Meeting of the Parliament 03 November 2015
I absolutely accept that, but we must continue with our campaign. I stretch out my hand of friendship to Mr Allard. We have been in the same campaign for some time and will continue with that.
The arguments are there to be taken on and won, and the fears that people have are there to be taken on and allayed. The military argument grows weaker by the day. Ex-generals such as Lord Bramall and General Ramsbotham say that changes in international politics make Trident, not the debate over its future, an irrelevance. They identify cybercrime, climate change and terrorism as the major threats to our security. There is no longer a two-horse superpower race—thankfully, the cold war is over. As one of my colleagues mentioned in the debate on Sunday, Russian investment in the United Kingdom is at a record high and, similarly, the UK’s business and financial links with China, India, Pakistan and France are all at record or near-record levels. That hardly makes us one of their top military targets. The military argument is not strong, and people such as Michael Portillo, Nick Harvey, Nick Brown and Crispin Blunt all agree with that.
For me, the jobs argument is important, because the workforce and communities that are affected by Trident are the key consideration in the debate. We have to give assurances to people in the supply chain, small businesses, engineers and fabricators that we have a real and genuine plan to create jobs—not imaginary jobs, but a guaranteed future. Surely with £167 billion we can do that. It is not beyond the wit of man to use that eye-watering sum of money for things that will benefit humanity, rather than for something that, if it were ever used, would destroy humanity.
I think that the minister said that our share of the money involved would be £13.9 billion. Mr Lamont questioned the figure of £167 billion. He might be right to question that figure, because it was a Tory member of Parliament who provided it, but let us take it at face value. If our share is £13.9 billion, we can create plenty of jobs with that. We should look at what happened in America when bases were closing and new jobs and infrastructure were created in a planned and strategic way. Surely we can replicate that with the eye-watering sums of money that are on the table.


* Directions *
Whenever a line in the records below contains "mark", pick it out.

:: Data supplied

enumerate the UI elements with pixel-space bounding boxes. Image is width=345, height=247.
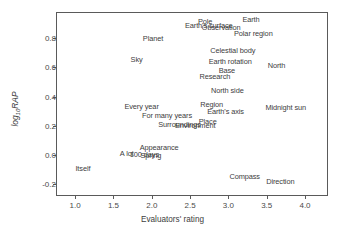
data-point-label: Direction xyxy=(266,178,294,186)
y-tick-label: 0.4 xyxy=(26,92,56,101)
x-tick-mark xyxy=(190,196,191,199)
plot-area: EarthPoleEarth's surfaceObservationPolar… xyxy=(56,12,328,196)
x-tick-label: 2.0 xyxy=(146,201,157,210)
data-point-label: For many years xyxy=(142,112,192,120)
data-point-label: Sky xyxy=(131,56,143,64)
y-tick-label: 0.0 xyxy=(26,151,56,160)
x-tick-label: 3.5 xyxy=(261,201,272,210)
data-point-label: Research xyxy=(200,73,231,81)
x-tick-mark xyxy=(152,196,153,199)
data-point-label: Earth xyxy=(242,16,259,24)
y-axis-title-tail: RAP xyxy=(10,91,20,108)
scatter-plot-figure: log10RAP 0.80.60.40.20.0-0.2 1.01.52.02.… xyxy=(0,0,345,247)
y-axis-title: log10RAP xyxy=(10,64,20,154)
y-tick-label: 0.8 xyxy=(26,34,56,43)
x-tick-label: 1.5 xyxy=(108,201,119,210)
x-tick-label: 3.0 xyxy=(223,201,234,210)
x-tick-mark xyxy=(305,196,306,199)
data-point-label: Spring xyxy=(141,152,162,160)
data-point-label: Earth's axis xyxy=(207,108,244,116)
x-tick-mark xyxy=(75,196,76,199)
data-point-label: Planet xyxy=(143,35,163,43)
x-tick-label: 2.5 xyxy=(185,201,196,210)
data-point-label: Celestial body xyxy=(210,47,255,55)
x-tick-mark xyxy=(228,196,229,199)
data-point-label: Midnight sun xyxy=(265,104,306,112)
x-tick-label: 1.0 xyxy=(70,201,81,210)
data-point-label: Itself xyxy=(75,165,90,173)
y-tick-label: 0.6 xyxy=(26,63,56,72)
x-tick-mark xyxy=(267,196,268,199)
y-tick-label: 0.2 xyxy=(26,121,56,130)
y-axis-title-base: log xyxy=(10,115,20,126)
x-axis-title: Evaluators' rating xyxy=(0,215,345,224)
x-tick-mark xyxy=(113,196,114,199)
data-point-label: Compass xyxy=(229,173,260,181)
data-point-label: Environment xyxy=(175,122,215,130)
data-point-label: Polar region xyxy=(234,30,273,38)
y-axis-title-subscript: 10 xyxy=(15,109,21,116)
data-point-label: North side xyxy=(211,87,244,95)
x-tick-label: 4.0 xyxy=(299,201,310,210)
data-point-label: North xyxy=(268,62,286,70)
y-tick-label: -0.2 xyxy=(26,180,56,189)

::::

* Solution for this exercise *
x-tick-mark xyxy=(190,196,191,199)
x-tick-mark xyxy=(152,196,153,199)
x-tick-mark xyxy=(305,196,306,199)
x-tick-mark xyxy=(75,196,76,199)
x-tick-mark xyxy=(228,196,229,199)
x-tick-mark xyxy=(267,196,268,199)
x-tick-mark xyxy=(113,196,114,199)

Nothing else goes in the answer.